This is just a FWIW follow up on my post above, but the CD version of The Ghost And Mrs. Muir I have is Varese Sarabande - VSD 5850 and The Captain From Castile is the one from the Screen Archives Entertainment label.
For The Ghost And Mrs. Muir, there is a 1975 rerecording made by Elmer Bernstein, but I have not heard it.
In looking up the materials for these two soundtracks, I found this:
"The uncovering of long-stored Hollywood archives have shown that the studios were experimenting with multiple angle, or dual channel, sound as early as M-G-M’s Meet the Baron in 1933."
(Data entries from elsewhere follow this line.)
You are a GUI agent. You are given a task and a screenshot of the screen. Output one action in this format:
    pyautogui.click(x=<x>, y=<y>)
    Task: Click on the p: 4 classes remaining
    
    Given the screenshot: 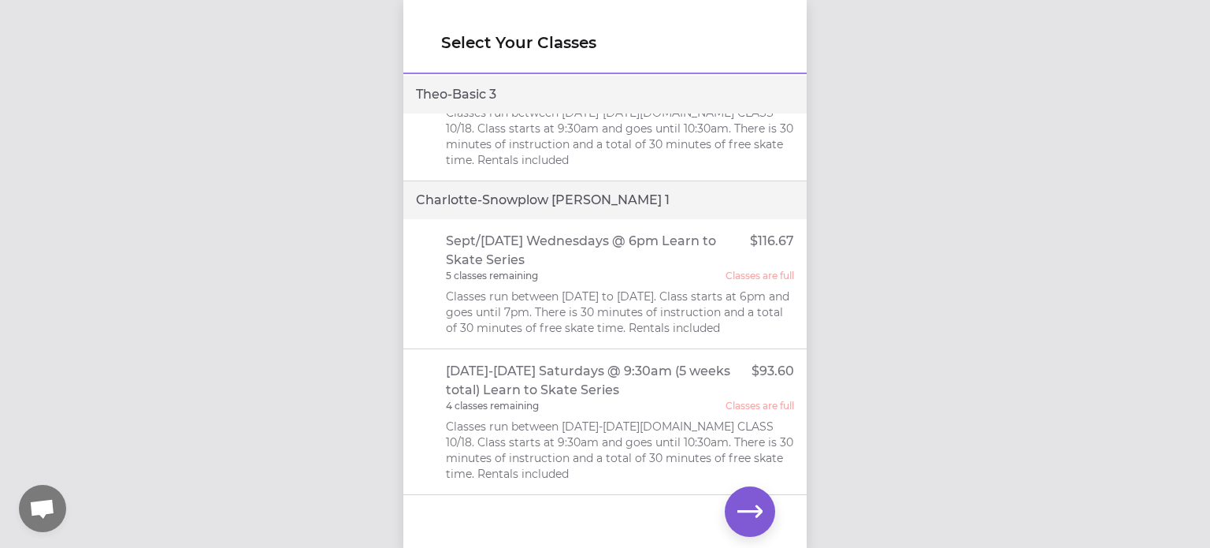 What is the action you would take?
    pyautogui.click(x=492, y=406)
    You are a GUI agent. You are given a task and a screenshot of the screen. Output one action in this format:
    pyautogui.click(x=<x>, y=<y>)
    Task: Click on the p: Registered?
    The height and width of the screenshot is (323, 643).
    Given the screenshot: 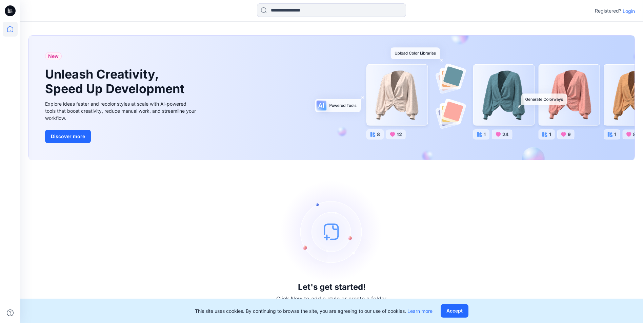 What is the action you would take?
    pyautogui.click(x=608, y=11)
    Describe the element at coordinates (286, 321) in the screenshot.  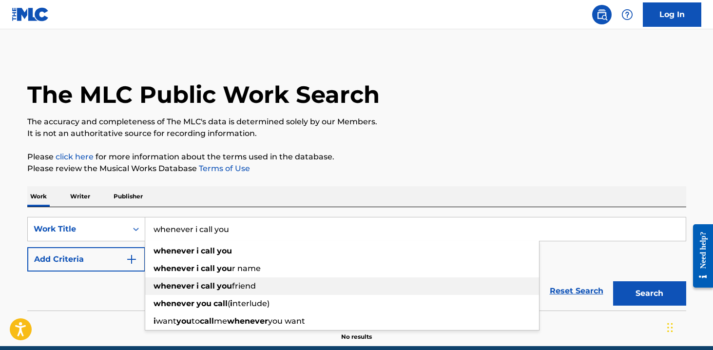
I see `span: you want` at that location. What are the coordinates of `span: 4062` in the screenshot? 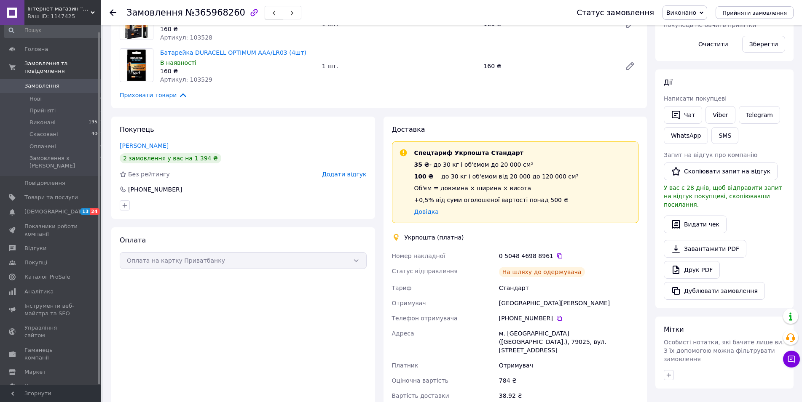 It's located at (97, 134).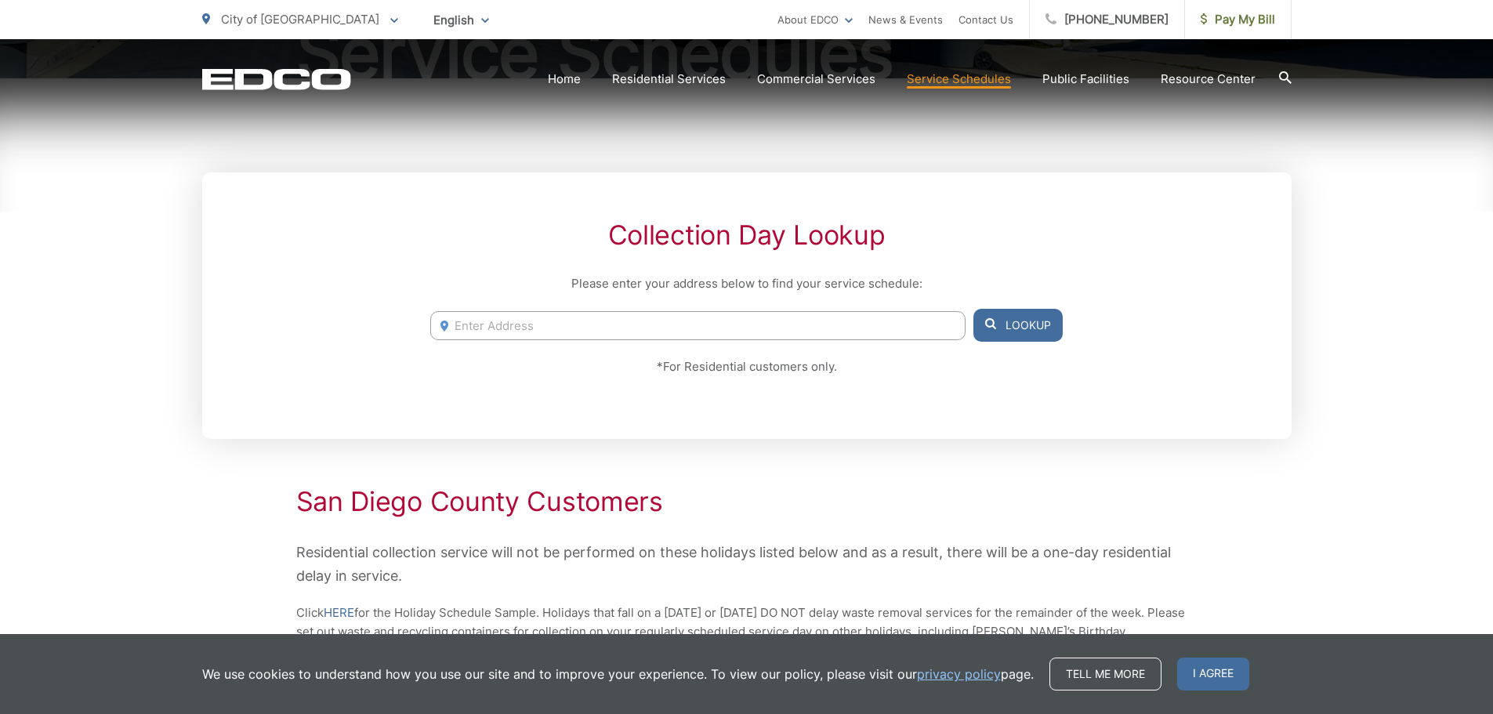 The width and height of the screenshot is (1493, 714). I want to click on h2: Collection Day Lookup, so click(746, 235).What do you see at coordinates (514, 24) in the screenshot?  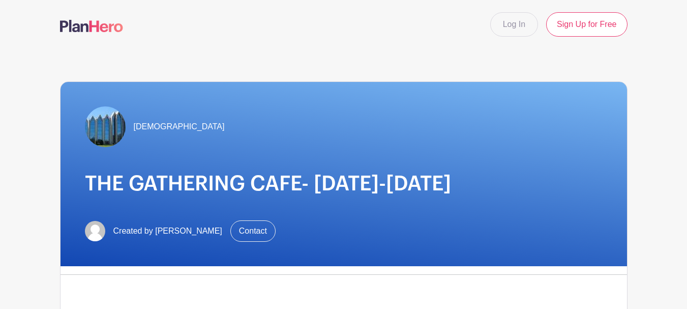 I see `a: Log In` at bounding box center [514, 24].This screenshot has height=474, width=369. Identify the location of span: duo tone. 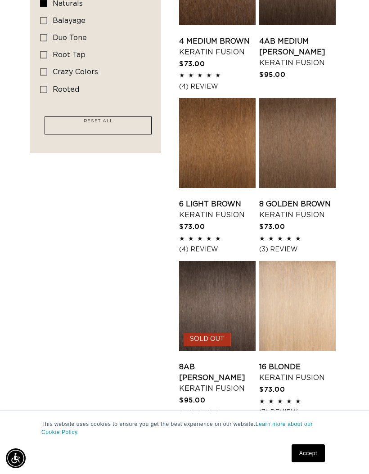
(70, 38).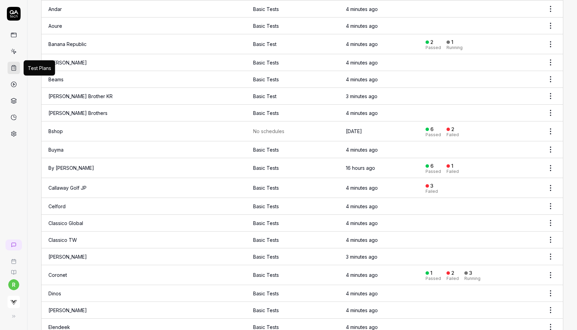  What do you see at coordinates (14, 285) in the screenshot?
I see `button: r` at bounding box center [14, 285].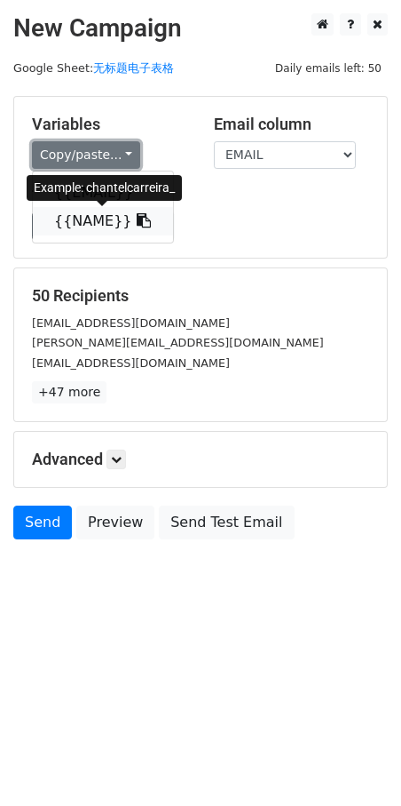 This screenshot has width=401, height=806. Describe the element at coordinates (115, 522) in the screenshot. I see `a: Preview` at that location.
The Captain From Castile: "Tony Thomas wrote in his notes for an LP reissue of the original music in 1975, '[The discs were] considered so hi-fi in their day that record dealers often used the ‘Conquest’ side as a demonstration record.'"
and even
"Newman was famous for his swooning, romantic tunes and the lushness he could obtain from the strings came to represent the epitome of “the Hollywood sound,” a sound Bernard Herrmann, for one, famously did not want." Possibly a bit ironic here, given that the very word "swooning" is an apt description at times of Herrmann's own score for The Ghost And Mrs. Muir, but admittedly is perhaps a rare concession from him on that point nonetheless.
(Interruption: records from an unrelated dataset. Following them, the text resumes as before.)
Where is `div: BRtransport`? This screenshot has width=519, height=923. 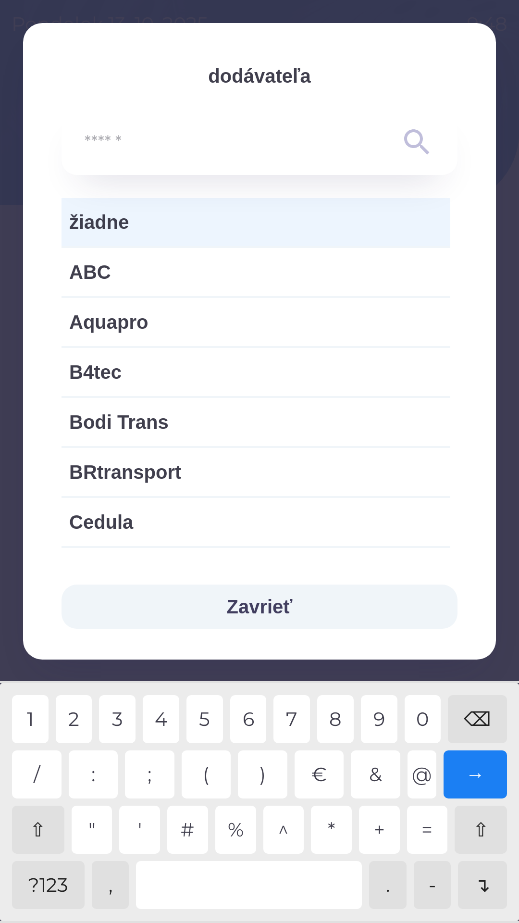 div: BRtransport is located at coordinates (256, 472).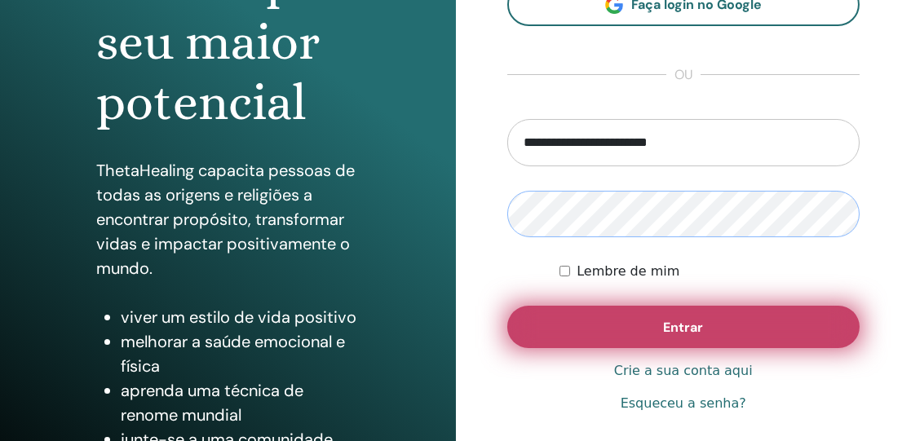  What do you see at coordinates (683, 74) in the screenshot?
I see `font: ou` at bounding box center [683, 74].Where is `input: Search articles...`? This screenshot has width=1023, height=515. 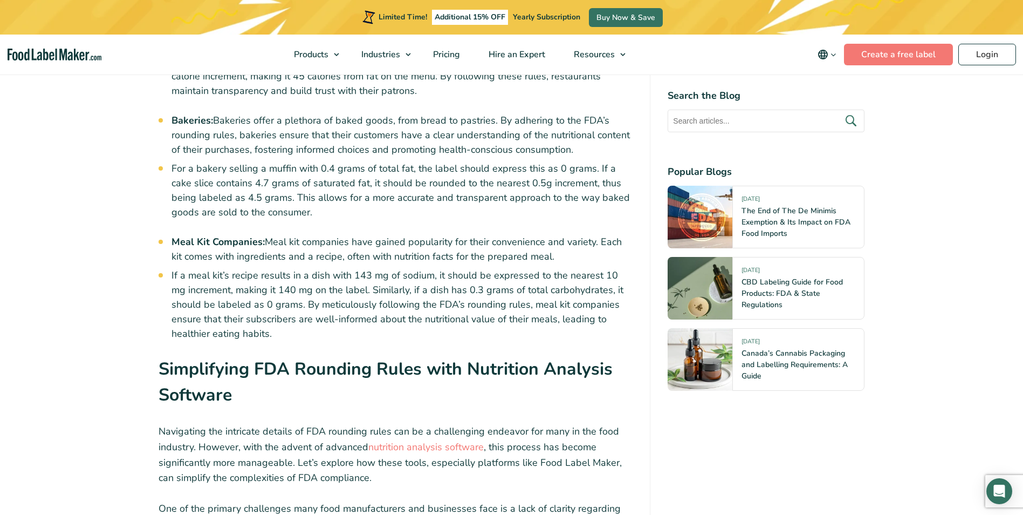 input: Search articles... is located at coordinates (766, 121).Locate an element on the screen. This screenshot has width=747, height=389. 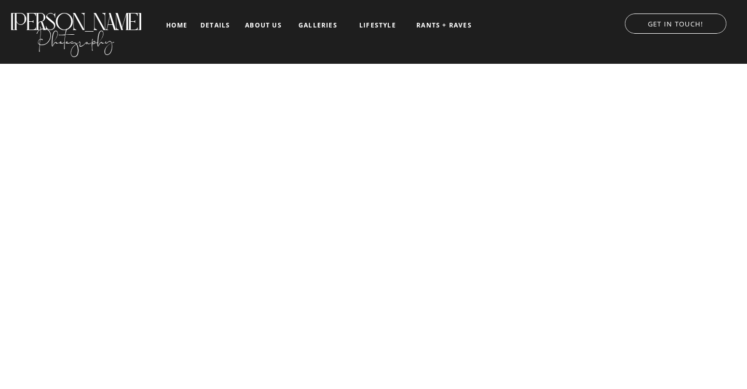
nav: about us is located at coordinates (263, 25).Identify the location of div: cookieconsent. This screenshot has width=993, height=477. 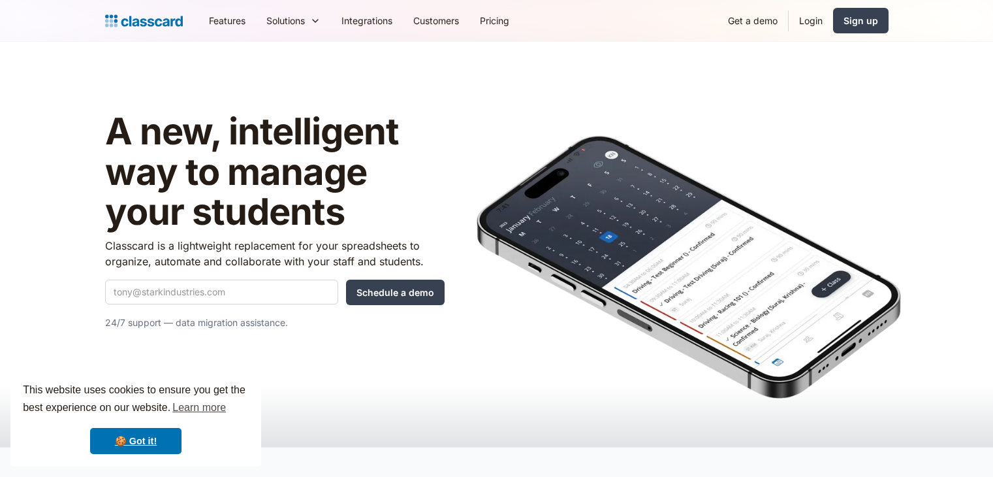
(136, 418).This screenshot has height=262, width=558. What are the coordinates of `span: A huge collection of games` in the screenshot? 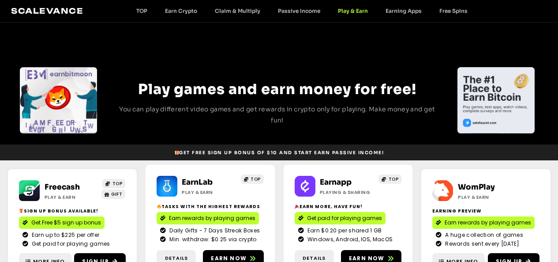 It's located at (483, 235).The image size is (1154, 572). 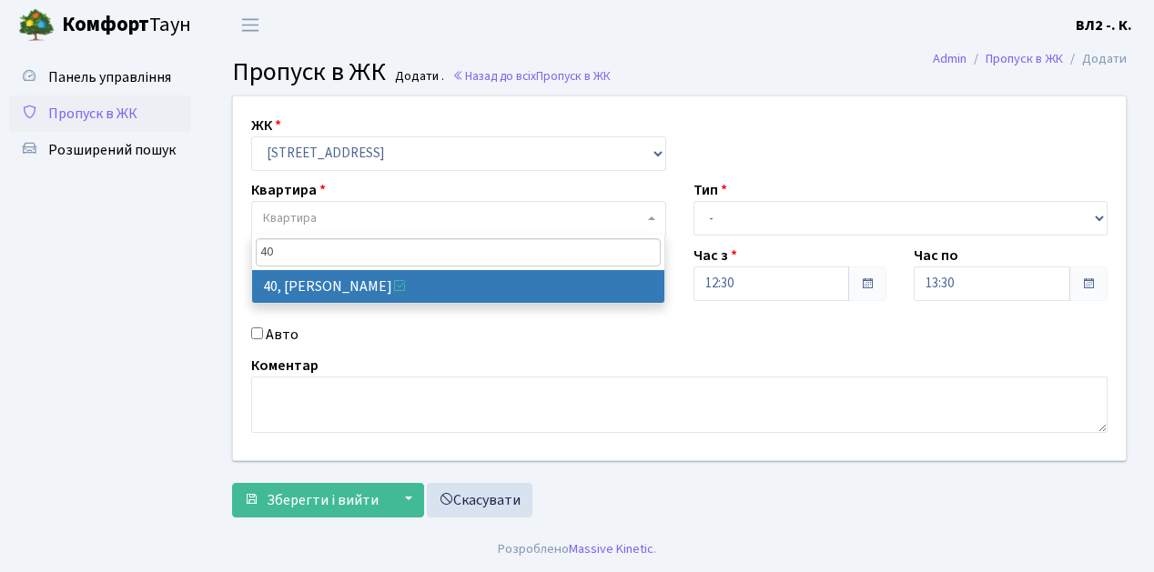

For The Ghost And Mrs. Muir, there is a 1975 rerecording made by Elmer Bernstein, but I have not heard it.
In looking up the materials for these two soundtracks, I found this:
"The uncovering of long-stored Hollywood archives have shown that the studios were experimenting with multiple angle, or dual channel, sound as early as M-G-M’s Meet the Baron in 1933."
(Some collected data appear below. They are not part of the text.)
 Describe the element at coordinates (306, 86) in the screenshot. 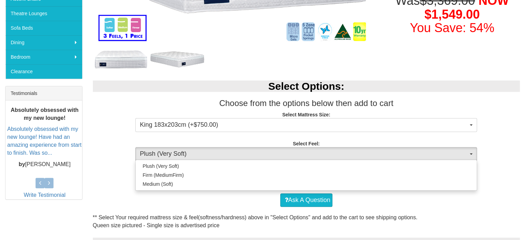

I see `b: Select Options:` at that location.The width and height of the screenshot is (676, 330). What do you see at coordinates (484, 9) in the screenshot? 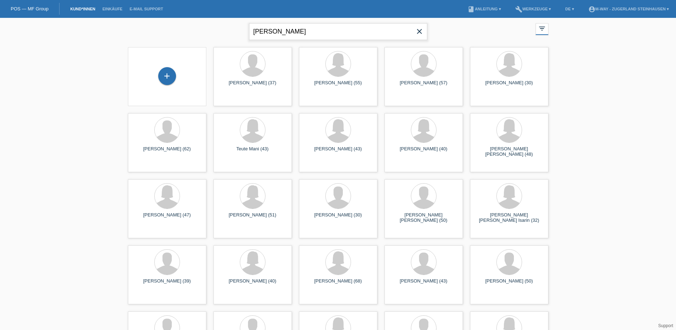
I see `a: bookAnleitung ▾` at bounding box center [484, 9].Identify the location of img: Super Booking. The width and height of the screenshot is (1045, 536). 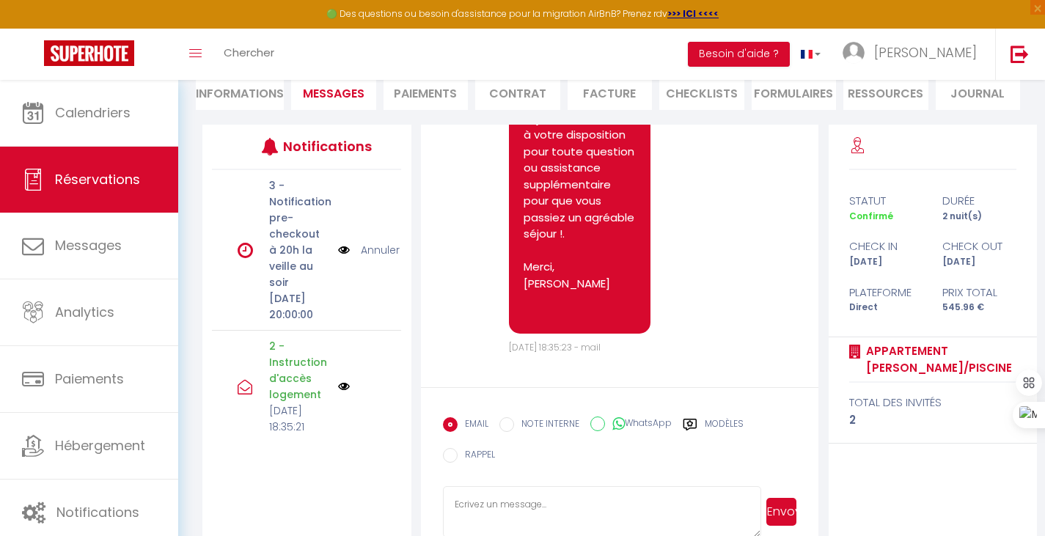
(89, 53).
The Captain From Castile: "Tony Thomas wrote in his notes for an LP reissue of the original music in 1975, '[The discs were] considered so hi-fi in their day that record dealers often used the ‘Conquest’ side as a demonstration record.'"
and even
"Newman was famous for his swooning, romantic tunes and the lushness he could obtain from the strings came to represent the epitome of “the Hollywood sound,” a sound Bernard Herrmann, for one, famously did not want." Possibly a bit ironic here, given that the very word "swooning" is an apt description at times of Herrmann's own score for The Ghost And Mrs. Muir, but admittedly is perhaps a rare concession from him on that point nonetheless.